THE REPUBLICAN speaker of the House, John Boehner, maintained his aggressive stance on government spending, the issue that is dominating US politics, at a news conference here yesterday.
Mr Boehner said he did not know when the House would pass a “continuing resolution” to fund the government for the rest of the year. The House had scheduled a vote for late yesterday, but the deadline was unlikely to be met after Representatives proposed 583 amendments in what the New York Times called a “frenzied slash-and-burn budget contest”.
If Republicans and Democrats, House and Senate, cannot agree on a continuing resolution by March 4th, they must either authorise spending at current levels or precipitate a government shutdown.
Mr Boehner said yesterday that he would not consider a short-term continuing resolution. He has accused Democrats of wanting a shutdown which they could blame on Republicans.
Mr Boehner initially proposed cutting $32 billion from the rest of this year’s budget, but radical freshmen Representatives backed by the extreme right-wing Tea Party upped the ante to $61 billion. The Republican Study Committee, which includes two-thirds of Republican House members, wants to hack $81 billion from this year’s budget.
Such drastic measures would not pass the Senate, and President Barack Obama has said he would veto the House Bill if it passes. Mr Boehner says he doubts the two parties can reach agreement, and accuses Mr Obama of weakness.
“I’ve got real doubts whether we’ll ever be able to come to an agreement with a Democrat-controlled Senate over a budget,” Mr Boehner told Fox News. Mr Obama “wasn’t elected to just sit there in the Oval Office – he was elected to lead. And if he won’t lead, we will.”
Mr Boehner alluded to the absence of proposed cuts in entitlements – Medicaid, Medicare and social security – in the president’s 2012 budget proposal. But Mr Boehner’s critics point out that the assault on government programmes led by House Republicans this week does not address these highest cost items either.
Chris Christie, the Republican governor of New Jersey, captured the after-you-my-dear-Alphonse strategy adopted by both parties in a speech at the American Enterprise Institute on Wednesday afternoon.
“The president’s not talking about it because he’s waiting for the Republicans to talk about it,” Mr Christie said. “And our new, bold Republicans that we just sent to the House of Representatives? They’re not talking about it because they’re waiting for him to talk about it.”
Mr Christie’s admission that “you’re going to have to raise the retirement age for social security” was broadcast across the country. “Whoa-ho! I just said it,” he added. “And I’m still standing here. I did not vapourise into the carpeting.”
Mr Boehner accuses Mr Obama of having added 200,000 jobs to the federal payroll, though other estimates put the number at less than a third of that figure.
“If some of those jobs are lost in this, so be it,” Mr Boehner said earlier in the week.
Democrats seized on Mr Boehner’s statement as evidence that Republicans don’t care about the unemployed. Mr Boehner toned down his remarks yesterday, saying: “Look. I don’t want anyone to lose their job, federal or not. But come on, we’re broke.”
The Tea Party and Democrats joined in an unorthodox alliance to cut $450 million in funding for a second engine for the F-35 Joint Strike Fighter, which the Bush and Obama administrations had opposed for five years on the grounds that it was wasteful. Mr Boehner supported the engine, which has created more than 1,000 jobs in his home state of Ohio.
Some proposed budget amendments could have serious consequences, such as cutting dues to the United Nations and financing for the health care reform law.
One unusual amendment, which passed by one vote, will axe $2 million used for rounding up wild mustangs on public land and holding them in pens.
Another would eliminate studies on how men use condoms and the utility of yoga in preventing hot flushes in menopausal women.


-- Work required --
Only the lines from the line with "Identify the location" through the end of the records belong in your reply, copied exactly, with every picture left out.
# # # #
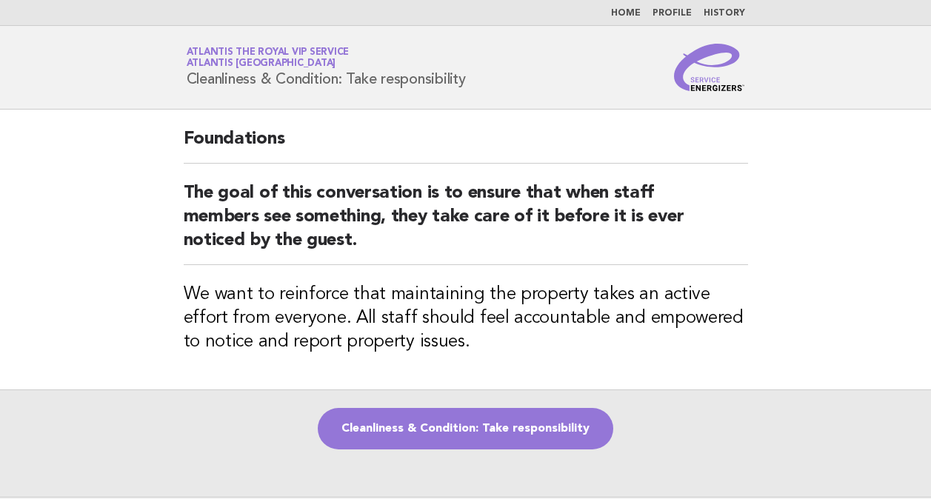 The width and height of the screenshot is (931, 499). Describe the element at coordinates (465, 429) in the screenshot. I see `a: Cleanliness & Condition: Take responsibility` at that location.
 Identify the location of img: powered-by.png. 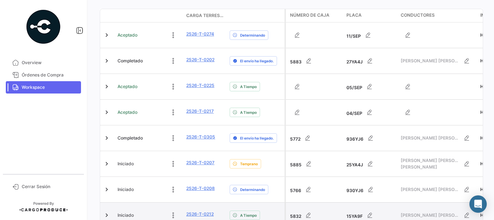
(43, 27).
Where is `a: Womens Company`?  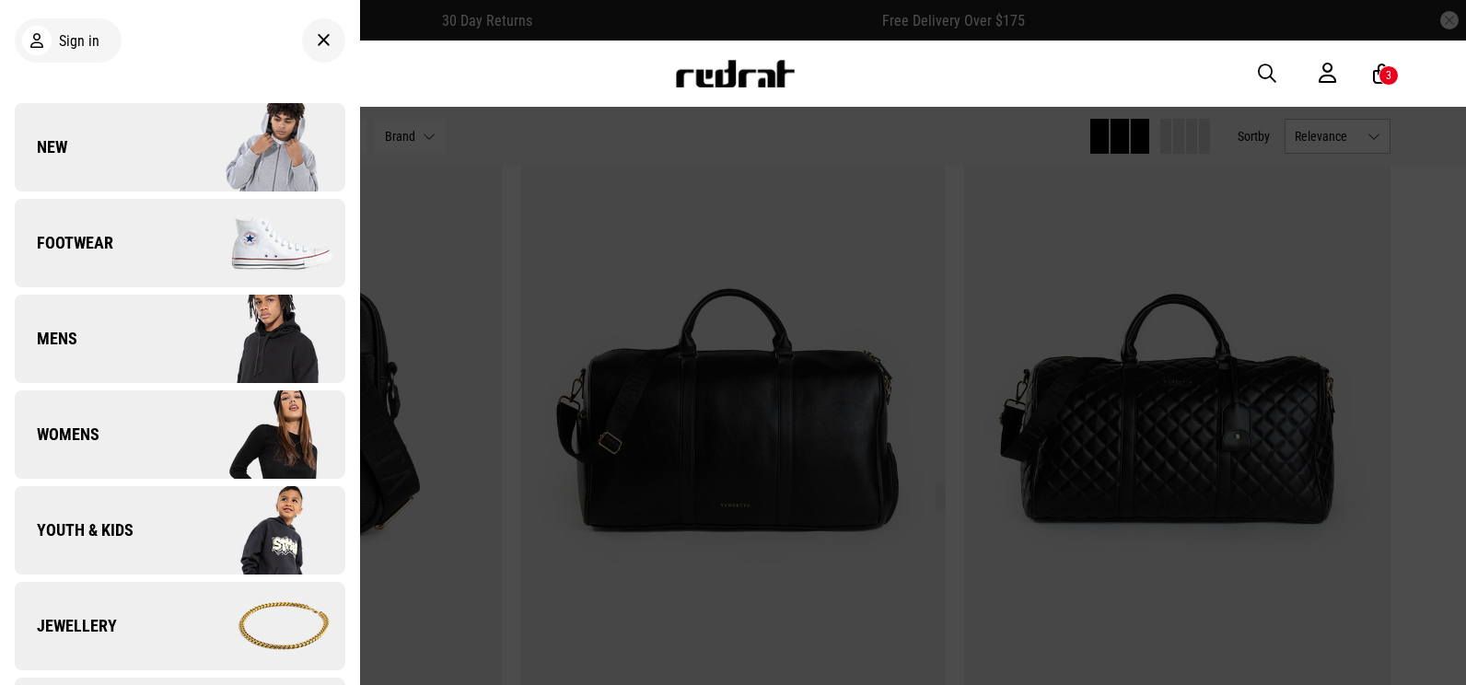
a: Womens Company is located at coordinates (180, 435).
# # # #
-- Result of this task --
 Identify the location of img: powered-by.png. 
(43, 27).
Where is `a: Womens Company`?  
a: Womens Company is located at coordinates (180, 435).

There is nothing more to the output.